FINANCIER DEREK Quinlan has been “effectively kept afloat” by two billionaires since October 2010 in return for his support in their battle to control a company that owns some of London’s finest hotels, a London court was told yesterday.
The charge was made by property developer Paddy McKillen, who alleges he was denied the opportunity of taking over the Maybourne Hotel Group because of collusion between Mr Quinlan and Frederick and David Barclay.
The case, which involves the Connaught, the Berkeley and Claridge’s, and which is set to last four weeks before Mr Justice David Richards in the Chancery Division of the High Court in London, has attracted the talents of some of the highest-paid barristers in Britain.
In an argument presented on Mr McKillen’s behalf, it was alleged that debts and bills “apparently too numerous to list” incurred by Mr Quinlan and his wife had been discharged by the billionaire brothers, who own the Daily Telegraph, among other assets.

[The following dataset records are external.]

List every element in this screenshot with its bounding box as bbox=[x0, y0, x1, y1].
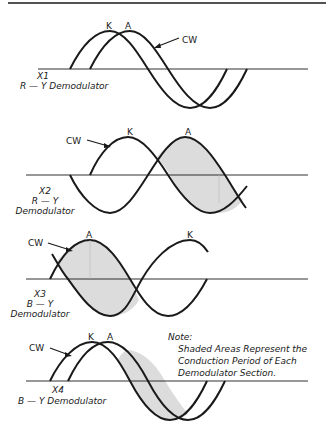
panel-x2-peak-a-label: A bbox=[185, 127, 191, 137]
note-line-2: Conduction Period of Each bbox=[178, 356, 297, 368]
panel-x2-peak-k-label: K bbox=[127, 127, 133, 137]
panel-x2-demodulator-label: Demodulator bbox=[15, 206, 75, 216]
note-line-3: Demodulator Section. bbox=[178, 368, 276, 380]
panel-x4-cw-label: CW bbox=[29, 343, 44, 353]
panel-x1-demodulator-label: R — Y Demodulator bbox=[20, 81, 108, 91]
panel-x1-peak-k-label: K bbox=[106, 21, 112, 31]
panel-x4-demodulator-label: B — Y Demodulator bbox=[18, 396, 106, 406]
demodulator-diagram: K A CW X1 R — Y Demodulator K A CW X2 R … bbox=[0, 0, 326, 435]
waveform-canvas bbox=[0, 0, 326, 435]
panel-x3-cw-label: CW bbox=[28, 238, 43, 248]
panel-x3-signal-label: B — Y bbox=[10, 299, 70, 309]
panel-x4-peak-k-label: K bbox=[88, 332, 94, 342]
panel-x3-demodulator-label: Demodulator bbox=[10, 309, 70, 319]
panel-x4-id-label: X4 bbox=[52, 385, 64, 395]
panel-x1-id-label: X1 bbox=[37, 71, 49, 81]
panel-x2-cw-label: CW bbox=[66, 136, 81, 146]
panel-x1-cw-label: CW bbox=[182, 35, 197, 45]
note-heading: Note: bbox=[168, 332, 192, 344]
panel-x3-peak-k-label: K bbox=[187, 230, 193, 240]
panel-x4-peak-a-label: A bbox=[107, 332, 113, 342]
panel-x3-peak-a-label: A bbox=[86, 230, 92, 240]
panel-x3-id-label: X3 bbox=[10, 289, 70, 299]
panel-x2-id-label: X2 bbox=[15, 186, 75, 196]
panel-x1-peak-a-label: A bbox=[125, 21, 131, 31]
panel-x2-signal-label: R — Y bbox=[15, 196, 75, 206]
panel-x1-waves bbox=[38, 31, 308, 108]
note-line-1: Shaded Areas Represent the bbox=[178, 344, 307, 356]
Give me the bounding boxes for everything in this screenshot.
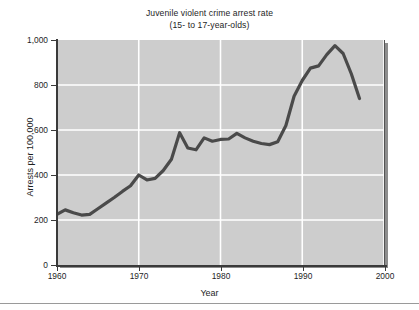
- figure-bottom-rule: [0, 303, 419, 304]
- x-axis-title: Year: [0, 288, 419, 298]
- y-tick-label-800: 800: [34, 81, 48, 90]
- y-axis-spine: [56, 39, 58, 267]
- chart-figure: Juvenile violent crime arrest rate (15- …: [0, 0, 419, 310]
- plot-area: [57, 40, 385, 265]
- gridlines-vertical: [139, 40, 384, 265]
- y-tick-mark-0: [51, 265, 56, 266]
- x-tick-label-1970: 1970: [130, 272, 149, 281]
- y-tick-label-400: 400: [34, 171, 48, 180]
- y-tick-label-1000: 1,000: [27, 36, 48, 45]
- x-tick-label-1960: 1960: [48, 272, 67, 281]
- y-tick-mark-200: [51, 220, 56, 221]
- x-tick-label-1980: 1980: [212, 272, 231, 281]
- y-tick-mark-800: [51, 85, 56, 86]
- chart-subtitle: (15- to 17-year-olds): [0, 20, 419, 32]
- y-tick-mark-600: [51, 130, 56, 131]
- x-tick-label-1990: 1990: [294, 272, 313, 281]
- chart-title-main: Juvenile violent crime arrest rate: [146, 8, 273, 18]
- y-tick-label-600: 600: [34, 126, 48, 135]
- chart-title: Juvenile violent crime arrest rate (15- …: [0, 8, 419, 31]
- y-tick-mark-1000: [51, 40, 56, 41]
- y-tick-label-0: 0: [43, 261, 48, 270]
- y-axis-title: Arrests per 100,000: [25, 67, 35, 247]
- x-tick-label-2000: 2000: [376, 272, 395, 281]
- y-tick-label-200: 200: [34, 216, 48, 225]
- plot-canvas: [57, 40, 384, 265]
- y-tick-mark-400: [51, 175, 56, 176]
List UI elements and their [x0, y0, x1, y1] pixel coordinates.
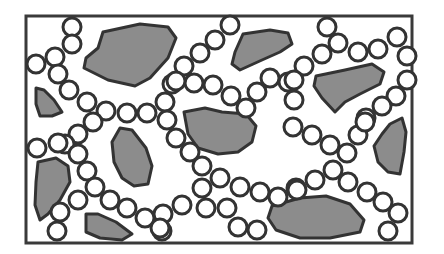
- bead-circle: [251, 183, 269, 201]
- bead-circle: [284, 118, 302, 136]
- bead-circle: [211, 169, 229, 187]
- bead-circle: [78, 93, 96, 111]
- bead-circle: [27, 55, 45, 73]
- bead-circle: [349, 43, 367, 61]
- bead-circle: [191, 44, 209, 62]
- bead-circle: [193, 179, 211, 197]
- bead-circle: [69, 191, 87, 209]
- bead-circle: [303, 126, 321, 144]
- bead-circle: [285, 71, 303, 89]
- bead-circle: [118, 199, 136, 217]
- bead-circle: [51, 203, 69, 221]
- bead-circle: [156, 93, 174, 111]
- bead-circle: [288, 181, 306, 199]
- bead-circle: [151, 219, 169, 237]
- bead-circle: [389, 204, 407, 222]
- bead-circle: [48, 222, 66, 240]
- bead-circle: [339, 173, 357, 191]
- bead-circle: [197, 199, 215, 217]
- bead-circle: [158, 111, 176, 129]
- bead-circle: [237, 99, 255, 117]
- bead-circle: [285, 91, 303, 109]
- bead-circle: [173, 196, 191, 214]
- bead-circle: [206, 31, 224, 49]
- bead-circle: [338, 144, 356, 162]
- bead-circle: [167, 129, 185, 147]
- bead-circle: [138, 104, 156, 122]
- bead-circle: [60, 81, 78, 99]
- bead-circle: [231, 178, 249, 196]
- bead-circle: [321, 136, 339, 154]
- bead-circle: [221, 16, 239, 34]
- bead-circle: [313, 45, 331, 63]
- bead-circle: [306, 171, 324, 189]
- diagram-canvas: [0, 0, 444, 254]
- bead-circle: [261, 69, 279, 87]
- bead-circle: [204, 76, 222, 94]
- bead-circle: [218, 199, 236, 217]
- bead-circle: [229, 218, 247, 236]
- bead-circle: [248, 221, 266, 239]
- bead-circle: [318, 18, 336, 36]
- bead-circle: [185, 74, 203, 92]
- bead-circle: [269, 188, 287, 206]
- particle-bead-diagram: [0, 0, 444, 254]
- bead-circle: [398, 47, 416, 65]
- bead-circle: [369, 40, 387, 58]
- bead-circle: [167, 72, 185, 90]
- bead-circle: [63, 18, 81, 36]
- bead-circle: [379, 222, 397, 240]
- bead-circle: [101, 191, 119, 209]
- bead-circle: [373, 97, 391, 115]
- bead-circle: [69, 145, 87, 163]
- bead-circle: [46, 48, 64, 66]
- bead-circle: [49, 134, 67, 152]
- bead-circle: [388, 28, 406, 46]
- bead-circle: [28, 139, 46, 157]
- bead-circle: [86, 178, 104, 196]
- bead-circle: [193, 157, 211, 175]
- bead-circle: [356, 113, 374, 131]
- bead-circle: [118, 104, 136, 122]
- bead-circle: [49, 65, 67, 83]
- bead-circle: [63, 35, 81, 53]
- bead-circle: [398, 71, 416, 89]
- bead-circle: [329, 34, 347, 52]
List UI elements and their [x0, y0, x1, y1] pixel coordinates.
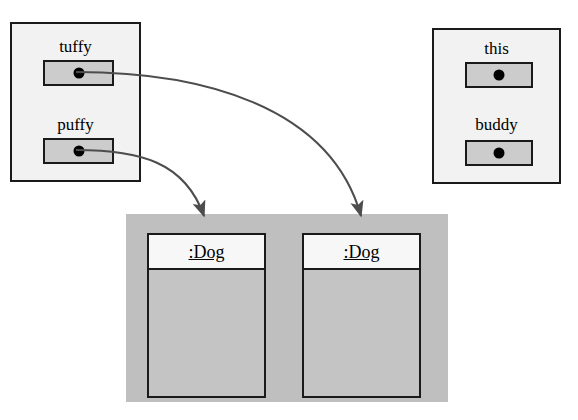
tuffy-reference-slot [43, 60, 114, 86]
object-title: :Dog [344, 243, 380, 261]
heap-region: :Dog :Dog [126, 214, 448, 402]
reference-dot-icon [494, 148, 505, 159]
object-body [304, 270, 419, 396]
reference-dot-icon [73, 146, 84, 157]
puffy-reference-slot [43, 138, 114, 164]
object-reference-diagram: tuffy puffy this buddy :Dog :Dog [0, 0, 578, 420]
left-stack-frame: tuffy puffy [10, 22, 141, 182]
variable-label-this: this [434, 40, 559, 57]
variable-label-puffy: puffy [12, 116, 139, 133]
reference-dot-icon [494, 70, 505, 81]
this-reference-slot [465, 62, 533, 88]
variable-label-buddy: buddy [434, 116, 559, 133]
object-body [149, 270, 264, 396]
object-header: :Dog [149, 235, 264, 270]
buddy-reference-slot [465, 140, 533, 166]
right-stack-frame: this buddy [432, 28, 561, 184]
object-box-dog-2: :Dog [302, 233, 421, 398]
object-box-dog-1: :Dog [147, 233, 266, 398]
object-header: :Dog [304, 235, 419, 270]
reference-dot-icon [73, 68, 84, 79]
object-title: :Dog [189, 243, 225, 261]
variable-label-tuffy: tuffy [12, 38, 139, 55]
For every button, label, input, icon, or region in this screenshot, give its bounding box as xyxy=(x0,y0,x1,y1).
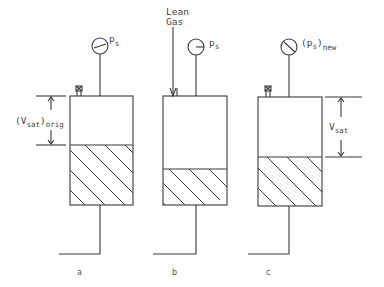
pvt-cell-diagram: ps xyxy=(0,0,384,287)
outlet-pipe-c xyxy=(248,206,289,254)
dimension-label-c: Vsat xyxy=(329,121,348,135)
panel-label-b: b xyxy=(172,268,177,277)
outlet-pipe-a xyxy=(59,205,100,254)
inlet-label-2: Gas xyxy=(166,16,183,27)
inlet-arrow-icon xyxy=(170,27,177,96)
panel-c: (ps)new xyxy=(200,37,370,277)
valve-icon xyxy=(265,86,271,97)
cell-b xyxy=(163,96,227,205)
gauge-label-b: ps xyxy=(209,37,219,51)
cell-c xyxy=(258,97,322,206)
panel-label-a: a xyxy=(77,268,82,277)
outlet-pipe-b xyxy=(153,205,196,254)
panel-a: ps xyxy=(10,33,210,277)
panel-label-c: c xyxy=(266,268,270,277)
liquid-hatch-a xyxy=(10,60,210,260)
pressure-gauge-icon xyxy=(188,39,204,96)
pressure-gauge-icon xyxy=(92,38,108,96)
gauge-label-a: ps xyxy=(109,33,119,48)
cell-a xyxy=(70,96,133,205)
valve-icon xyxy=(76,86,82,96)
liquid-hatch-b xyxy=(120,80,270,230)
gauge-label-c: (ps)new xyxy=(301,37,337,52)
pressure-gauge-icon xyxy=(281,39,297,97)
panel-b: Lean Gas ps b xyxy=(120,6,270,277)
dimension-label-a: (Vsat)orig xyxy=(15,115,64,129)
liquid-hatch-c xyxy=(200,80,370,250)
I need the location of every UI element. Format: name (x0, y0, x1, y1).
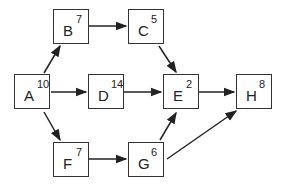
node-b: B 7 (53, 9, 89, 44)
node-duration: 8 (259, 78, 265, 90)
node-label: B (63, 22, 73, 39)
node-label: G (138, 155, 150, 172)
node-duration: 7 (76, 13, 82, 25)
node-duration: 5 (151, 13, 157, 25)
edge-g-e (160, 113, 176, 140)
node-duration: 14 (111, 78, 123, 90)
edge-c-e (159, 46, 176, 72)
node-label: C (138, 22, 149, 39)
node-f: F 7 (53, 142, 89, 177)
node-duration: 7 (76, 146, 82, 158)
edge-g-h (167, 111, 236, 159)
node-h: H 8 (236, 74, 272, 109)
node-label: D (98, 87, 109, 104)
edge-a-b (44, 46, 60, 73)
node-label: E (173, 87, 183, 104)
node-c: C 5 (128, 9, 164, 44)
node-g: G 6 (128, 142, 164, 177)
node-duration: 10 (37, 78, 49, 90)
edge-a-f (44, 112, 60, 140)
node-duration: 6 (151, 146, 157, 158)
node-a: A 10 (14, 74, 50, 109)
node-d: D 14 (88, 74, 124, 109)
node-label: H (246, 87, 257, 104)
node-e: E 2 (163, 74, 199, 109)
node-duration: 2 (186, 78, 192, 90)
node-label: F (63, 155, 72, 172)
node-label: A (24, 87, 34, 104)
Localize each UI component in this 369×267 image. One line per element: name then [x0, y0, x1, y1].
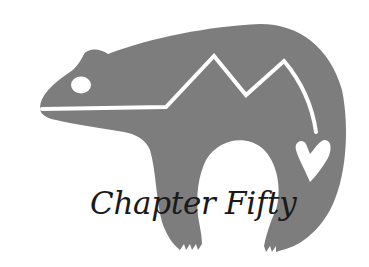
chapter-title: Chapter Fifty: [90, 188, 296, 219]
bear-eye: [71, 77, 91, 94]
chapter-heading-page: Chapter Fifty: [0, 0, 369, 267]
bear-heartline-icon: [0, 0, 369, 267]
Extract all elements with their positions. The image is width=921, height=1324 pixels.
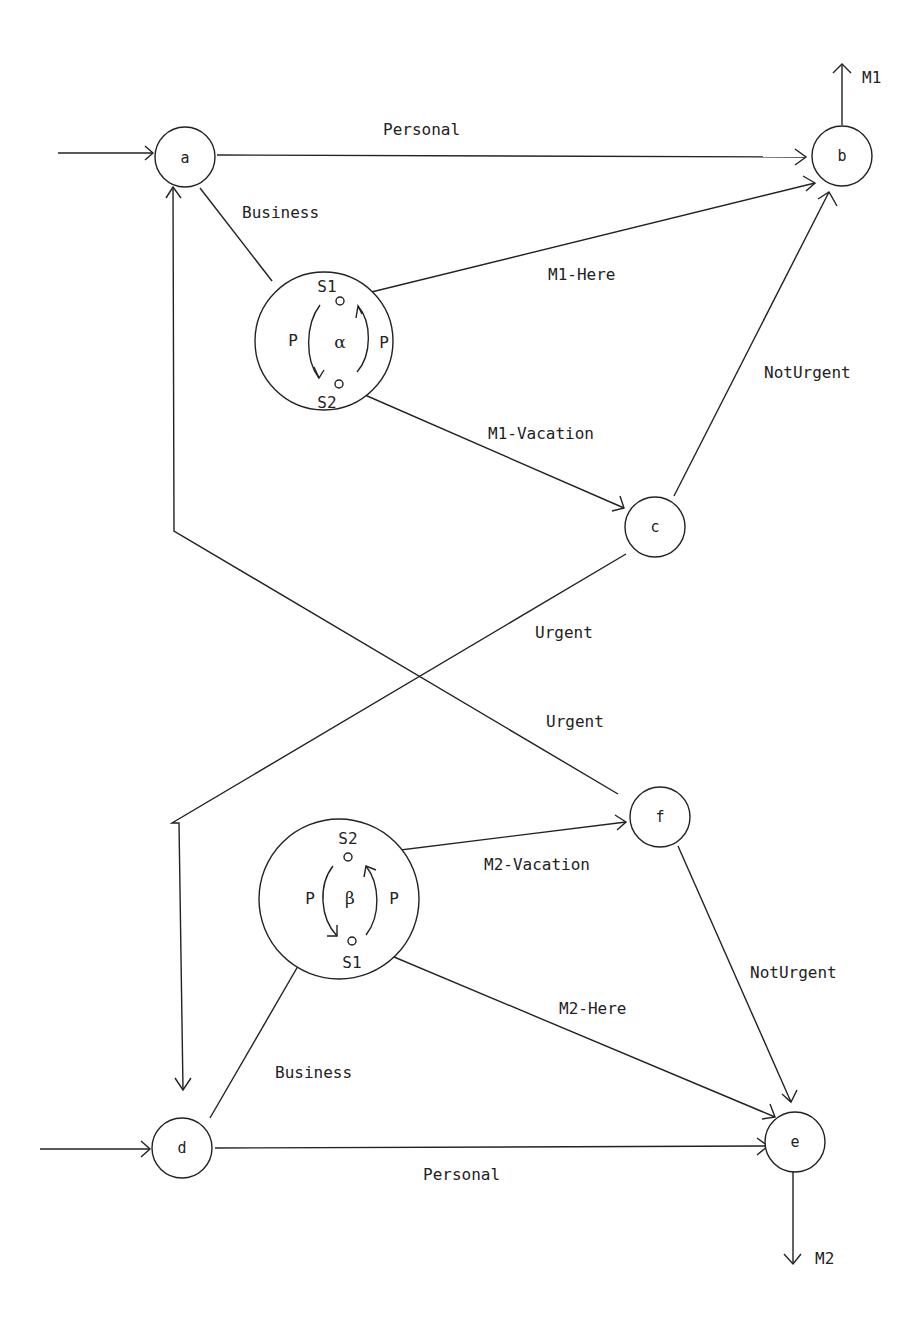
alpha-bottom-state-label: S2 [317, 393, 336, 412]
output-arrow-m1 [833, 64, 851, 125]
beta-right-transition-label: P [389, 889, 399, 908]
state-diagram: S1 S2 P P α S2 S1 P P β a b c d e [0, 0, 921, 1324]
label-beta-f: M2-Vacation [484, 855, 590, 874]
beta-left-transition-label: P [305, 889, 315, 908]
entry-arrow-d [40, 1141, 150, 1157]
alpha-left-transition-label: P [288, 331, 298, 350]
node-e-label: e [790, 1133, 799, 1151]
label-output-m2: M2 [815, 1249, 834, 1268]
label-f-e: NotUrgent [750, 963, 837, 982]
state-beta-s2-dot [344, 853, 352, 861]
superstate-alpha[interactable]: S1 S2 P P α [255, 272, 393, 412]
beta-top-state-label: S2 [338, 829, 357, 848]
label-f-a: Urgent [546, 712, 604, 731]
entry-arrow-a [58, 146, 153, 160]
beta-symbol: β [345, 888, 355, 908]
state-alpha-s2-dot [335, 380, 343, 388]
node-d[interactable]: d [152, 1118, 212, 1178]
label-d-e: Personal [423, 1165, 500, 1184]
output-arrow-m2 [784, 1172, 801, 1264]
edge-d-e [215, 1138, 768, 1155]
edge-c-b [674, 192, 837, 496]
beta-bottom-state-label: S1 [342, 953, 361, 972]
alpha-symbol: α [334, 332, 346, 352]
node-a[interactable]: a [155, 127, 215, 187]
node-d-label: d [177, 1139, 186, 1157]
diagram-svg: S1 S2 P P α S2 S1 P P β a b c d e [0, 0, 921, 1324]
label-c-d: Urgent [535, 623, 593, 642]
node-c[interactable]: c [625, 497, 685, 557]
node-c-label: c [650, 518, 659, 536]
node-e[interactable]: e [765, 1112, 825, 1172]
label-beta-e: M2-Here [559, 999, 626, 1018]
label-alpha-b: M1-Here [548, 265, 615, 284]
superstate-beta[interactable]: S2 S1 P P β [259, 819, 419, 979]
edge-alpha-c [342, 385, 624, 511]
node-f[interactable]: f [630, 787, 690, 847]
node-b-label: b [837, 147, 846, 165]
label-a-alpha: Business [242, 203, 319, 222]
alpha-top-state-label: S1 [317, 277, 336, 296]
label-c-b: NotUrgent [764, 363, 851, 382]
label-alpha-c: M1-Vacation [488, 424, 594, 443]
alpha-right-transition-label: P [379, 333, 389, 352]
node-b[interactable]: b [812, 126, 872, 186]
edge-a-b [217, 149, 806, 165]
state-beta-s1-dot [348, 937, 356, 945]
edge-a-alpha [200, 188, 272, 281]
label-a-b: Personal [383, 120, 460, 139]
node-a-label: a [180, 149, 189, 167]
state-alpha-s1-dot [336, 297, 344, 305]
edge-beta-e [356, 941, 775, 1119]
label-d-beta: Business [275, 1063, 352, 1082]
label-output-m1: M1 [862, 68, 881, 87]
node-f-label: f [655, 808, 664, 826]
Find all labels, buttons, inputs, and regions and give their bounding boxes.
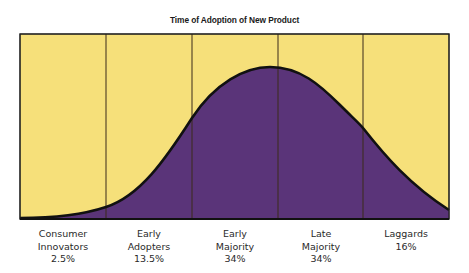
label-late-majority: Late Majority 34% xyxy=(278,228,364,266)
label-consumer-innovators: Consumer Innovators 2.5% xyxy=(20,228,106,266)
label-early-adopters: Early Adopters 13.5% xyxy=(106,228,192,266)
label-laggards: Laggards 16% xyxy=(363,228,449,253)
label-early-majority: Early Majority 34% xyxy=(192,228,278,266)
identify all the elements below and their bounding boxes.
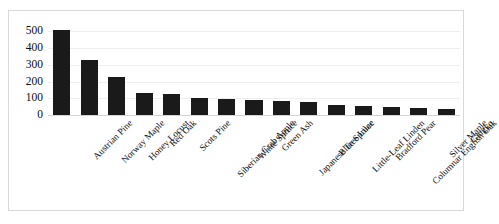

The payments were “obviously” a consideration for Mr Quinlan for his support for the Barclays, who bought €800 million worth of debt held on the hotels by the National Asset Management Agency (Nama).
Nama has been made a party to the case by Mr McKillen, although counsel for the agency, Robin Dicker, said it had validly disposed of the loan.
The agency, he went on, was not otherwise involved “save to uphold the validity of the transaction it entered into”.
Mr McKillen bought a 36 per cent share in the hotels after Mr Quinlan put together a team of investors in 2004. Nama, he claims, did not have the right to sell the debt to the Barclays, while he also had the right to buy a share of Mr Quinlan’s 33 per cent holding.
However, Kenneth Maclean, representing other parties, said Mr McKillen had agreed to reduce his shareholding in a deal with the Qatari investors Al Mirqab in February 2011.
In a letter on February 14th, Aidan Barclay, David Barclay’s son, told the then minister for finance, the late Brian Lenihan, that an agreement had been reached between the Barclays, Mr McKillen and the Qataris.